Differentiable Predictive Control for Robotics: A Data-Driven Predictive Safety Filter Approach
John Viljoen, Wenceslao Shaw Cortez, Jan Drgona, Sebastian East, Masayoshi Tomizuka, Draguna Vrabie
TL;DR
This work tackles the trade-off between safety and computational burden in robotics control by introducing differentiable predictive control (DPC) enhanced with a dynamics-decomposition based on Vector Relative Degree (VRD), a data-driven safe set, and an event-driven Predictive Safety Filter (PSF). The approach enables offline training of a neural policy that approximates MPC while maintaining safety via a data-derived safe region and a lightweight online safety correction. On a quadcopter, DPC achieves MPC-like performance with up to three orders of magnitude faster online computation and maintains safety even in unseen scenarios when augmented with PSF. The results demonstrate practical viability for real-time, learning-based control in resource-constrained robots, while identifying avenues for guaranteed-safety extensions.
Abstract
Model Predictive Control (MPC) is effective at generating safe control strategies in constrained scenarios, at the cost of computational complexity. This is especially the case in robots that require high sampling rates and have limited computing resources. Differentiable Predictive Control (DPC) trains offline a neural network approximation of the parametric MPC problem leading to computationally efficient online control laws at the cost of losing safety guarantees. DPC requires a differentiable model, and performs poorly when poorly conditioned. In this paper we propose a system decomposition technique based on relative degree to overcome this. We also develop a novel safe set generation technique based on the DPC training dataset and a novel event-triggered predictive safety filter which promotes convergence towards the safe set. Our empirical results on a quadcopter demonstrate that the DPC control laws have comparable performance to the state-of-the-art MPC whilst having up to three orders of magnitude reduction in computation time and satisfy safety requirements in a scenario that DPC was not trained on.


## PROBLEM TO SOLVE
Reproduce each record exactly.
RECORDS START
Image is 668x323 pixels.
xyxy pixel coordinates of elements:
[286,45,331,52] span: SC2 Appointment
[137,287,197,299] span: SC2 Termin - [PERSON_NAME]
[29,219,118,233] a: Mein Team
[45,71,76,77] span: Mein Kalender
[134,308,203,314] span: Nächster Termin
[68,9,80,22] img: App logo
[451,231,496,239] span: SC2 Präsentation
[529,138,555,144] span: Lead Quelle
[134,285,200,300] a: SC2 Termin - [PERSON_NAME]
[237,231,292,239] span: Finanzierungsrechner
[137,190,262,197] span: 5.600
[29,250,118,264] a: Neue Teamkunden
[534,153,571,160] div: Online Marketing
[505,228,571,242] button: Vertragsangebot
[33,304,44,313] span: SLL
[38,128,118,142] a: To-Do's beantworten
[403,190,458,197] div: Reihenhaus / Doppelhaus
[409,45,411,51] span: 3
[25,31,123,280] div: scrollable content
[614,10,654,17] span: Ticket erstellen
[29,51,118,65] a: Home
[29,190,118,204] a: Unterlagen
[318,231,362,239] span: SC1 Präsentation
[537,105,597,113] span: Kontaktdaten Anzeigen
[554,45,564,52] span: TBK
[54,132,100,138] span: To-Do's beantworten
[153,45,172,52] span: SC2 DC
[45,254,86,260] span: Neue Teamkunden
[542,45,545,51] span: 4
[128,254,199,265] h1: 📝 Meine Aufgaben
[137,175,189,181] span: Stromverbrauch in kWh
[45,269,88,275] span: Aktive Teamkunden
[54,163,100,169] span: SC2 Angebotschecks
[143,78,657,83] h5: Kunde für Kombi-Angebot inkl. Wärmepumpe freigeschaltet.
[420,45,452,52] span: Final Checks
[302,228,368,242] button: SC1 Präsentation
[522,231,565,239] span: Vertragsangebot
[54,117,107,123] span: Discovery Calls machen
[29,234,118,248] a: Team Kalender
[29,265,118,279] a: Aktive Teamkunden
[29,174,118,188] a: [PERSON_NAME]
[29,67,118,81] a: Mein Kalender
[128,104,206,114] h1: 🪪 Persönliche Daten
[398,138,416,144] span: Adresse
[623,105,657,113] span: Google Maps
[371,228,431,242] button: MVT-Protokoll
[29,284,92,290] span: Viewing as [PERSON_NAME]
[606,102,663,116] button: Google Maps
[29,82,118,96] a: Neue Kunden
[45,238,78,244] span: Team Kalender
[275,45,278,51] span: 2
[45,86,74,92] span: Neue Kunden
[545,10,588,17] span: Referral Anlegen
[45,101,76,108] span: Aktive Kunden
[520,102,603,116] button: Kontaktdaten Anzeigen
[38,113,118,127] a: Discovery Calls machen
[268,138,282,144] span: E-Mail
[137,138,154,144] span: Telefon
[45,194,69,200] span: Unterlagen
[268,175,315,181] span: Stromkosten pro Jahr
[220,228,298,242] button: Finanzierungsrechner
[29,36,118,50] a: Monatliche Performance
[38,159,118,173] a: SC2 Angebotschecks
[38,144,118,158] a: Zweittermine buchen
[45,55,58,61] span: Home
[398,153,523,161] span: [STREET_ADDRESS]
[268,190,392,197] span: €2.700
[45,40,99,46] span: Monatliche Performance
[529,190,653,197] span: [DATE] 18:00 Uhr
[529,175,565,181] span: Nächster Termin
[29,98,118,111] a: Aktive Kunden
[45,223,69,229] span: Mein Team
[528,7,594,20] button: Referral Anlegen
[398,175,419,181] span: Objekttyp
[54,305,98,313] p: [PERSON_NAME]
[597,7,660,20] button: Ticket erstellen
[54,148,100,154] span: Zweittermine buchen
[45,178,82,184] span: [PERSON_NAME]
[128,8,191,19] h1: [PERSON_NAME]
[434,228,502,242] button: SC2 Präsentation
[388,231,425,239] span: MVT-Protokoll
RECORDS END
## ANSWER AREA
Image is 668x323 pixels.
xyxy pixel coordinates of elements:
[286,45,331,52] span: SC2 Appointment
[137,287,197,299] span: SC2 Termin - [PERSON_NAME]
[29,219,118,233] a: Mein Team
[45,71,76,77] span: Mein Kalender
[134,308,203,314] span: Nächster Termin
[68,9,80,22] img: App logo
[451,231,496,239] span: SC2 Präsentation
[529,138,555,144] span: Lead Quelle
[134,285,200,300] a: SC2 Termin - [PERSON_NAME]
[237,231,292,239] span: Finanzierungsrechner
[137,190,262,197] span: 5.600
[29,250,118,264] a: Neue Teamkunden
[534,153,571,160] div: Online Marketing
[505,228,571,242] button: Vertragsangebot
[33,304,44,313] span: SLL
[38,128,118,142] a: To-Do's beantworten
[403,190,458,197] div: Reihenhaus / Doppelhaus
[409,45,411,51] span: 3
[25,31,123,280] div: scrollable content
[614,10,654,17] span: Ticket erstellen
[29,51,118,65] a: Home
[29,190,118,204] a: Unterlagen
[318,231,362,239] span: SC1 Präsentation
[537,105,597,113] span: Kontaktdaten Anzeigen
[554,45,564,52] span: TBK
[54,132,100,138] span: To-Do's beantworten
[153,45,172,52] span: SC2 DC
[45,254,86,260] span: Neue Teamkunden
[542,45,545,51] span: 4
[128,254,199,265] h1: 📝 Meine Aufgaben
[137,175,189,181] span: Stromverbrauch in kWh
[45,269,88,275] span: Aktive Teamkunden
[54,163,100,169] span: SC2 Angebotschecks
[143,78,657,83] h5: Kunde für Kombi-Angebot inkl. Wärmepumpe freigeschaltet.
[420,45,452,52] span: Final Checks
[302,228,368,242] button: SC1 Präsentation
[522,231,565,239] span: Vertragsangebot
[54,117,107,123] span: Discovery Calls machen
[29,234,118,248] a: Team Kalender
[29,265,118,279] a: Aktive Teamkunden
[29,174,118,188] a: [PERSON_NAME]
[29,67,118,81] a: Mein Kalender
[128,104,206,114] h1: 🪪 Persönliche Daten
[398,138,416,144] span: Adresse
[623,105,657,113] span: Google Maps
[371,228,431,242] button: MVT-Protokoll
[29,284,92,290] span: Viewing as [PERSON_NAME]
[606,102,663,116] button: Google Maps
[29,82,118,96] a: Neue Kunden
[45,238,78,244] span: Team Kalender
[275,45,278,51] span: 2
[45,86,74,92] span: Neue Kunden
[545,10,588,17] span: Referral Anlegen
[45,101,76,108] span: Aktive Kunden
[520,102,603,116] button: Kontaktdaten Anzeigen
[38,113,118,127] a: Discovery Calls machen
[268,138,282,144] span: E-Mail
[137,138,154,144] span: Telefon
[45,194,69,200] span: Unterlagen
[268,175,315,181] span: Stromkosten pro Jahr
[220,228,298,242] button: Finanzierungsrechner
[29,36,118,50] a: Monatliche Performance
[38,159,118,173] a: SC2 Angebotschecks
[38,144,118,158] a: Zweittermine buchen
[45,55,58,61] span: Home
[398,153,523,161] span: [STREET_ADDRESS]
[268,190,392,197] span: €2.700
[45,40,99,46] span: Monatliche Performance
[529,190,653,197] span: [DATE] 18:00 Uhr
[529,175,565,181] span: Nächster Termin
[29,98,118,111] a: Aktive Kunden
[45,223,69,229] span: Mein Team
[528,7,594,20] button: Referral Anlegen
[398,175,419,181] span: Objekttyp
[54,305,98,313] p: [PERSON_NAME]
[597,7,660,20] button: Ticket erstellen
[54,148,100,154] span: Zweittermine buchen
[45,178,82,184] span: [PERSON_NAME]
[128,8,191,19] h1: [PERSON_NAME]
[434,228,502,242] button: SC2 Präsentation
[388,231,425,239] span: MVT-Protokoll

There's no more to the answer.